Jael leafed through the other maps scattered around the room.

“None of these maps show the lands very far west of Allanmere,” she said.

“No; the west, after a point, has hardly been settled,” Shadow told her. “There aren’t many merchant trains to or from the western lands, either, and it was hard getting much news. But when spring came and I was able to move on, I found the stories I’d been looking for.

“Western folk called them ‘ghost people.’ Sometimes folk would see their fires, hear their songs from a distance, and in the morning they were gone as if they’d never been there, no tracks leading to the campsite or away from it. Sometimes folk even saw them traveling, mere flickers of movement like the beat of a dragonfly’s wing, running so fast and so light they could dance right across a lake’s surface like that same dragonfly.” Shadow shook her head.
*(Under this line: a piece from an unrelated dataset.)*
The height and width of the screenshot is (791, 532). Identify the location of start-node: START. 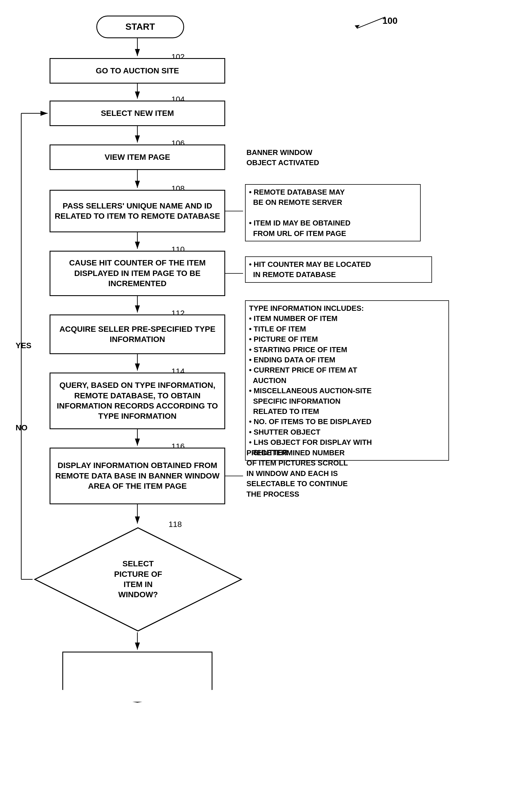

I’d give a good many Suns to have seen it myself.”

The elf sighed regretfully and turned back to the map.

“Here, here, and here,” she said, tapping three points on the map. “Here’s where I heard the stories. It wasn’t city folk who had seen them, of course—Fortune knows the Kresh would’ve avoided the cities—but cities are where the stories live, in taverns and inns and brothels, and that’s where I went hunting them. The Kresh traveled fast, but they were limited by the young, the old, and the sick, and they had to hunt occasionally, and when they stopped, they were seen. Now look at this.”

Shadow picked up a strip of thong and laid one end of it on the spot she’d marked in the northern mountains. “Put your finger on that.” She stretched the thong westward; the three cities she had indicated formed an almost straight line under the thong’s length.

“Allowing a bit for the fact they were seen outside the cities, the Kresh traveled in almost a perfectly straight line,” Shadow told them. “Not straight west, but west and south a bit from the mountains north of Ramant. Drawing a line along that trail, you can get a pretty good prediction of their course beyond that. I’ll draw that on a traveling map for you. At some point you’ll begin reaching lands that aren’t mapped, and this may be the only thing you have to guide you. Fortune knows that even if they’d left tracks, two decades would have eaten the traces. Whenever you can find a city or a village, find the old folk and ask about the rumors. As long as you’re on the right track, there’ll be someone who saw them.”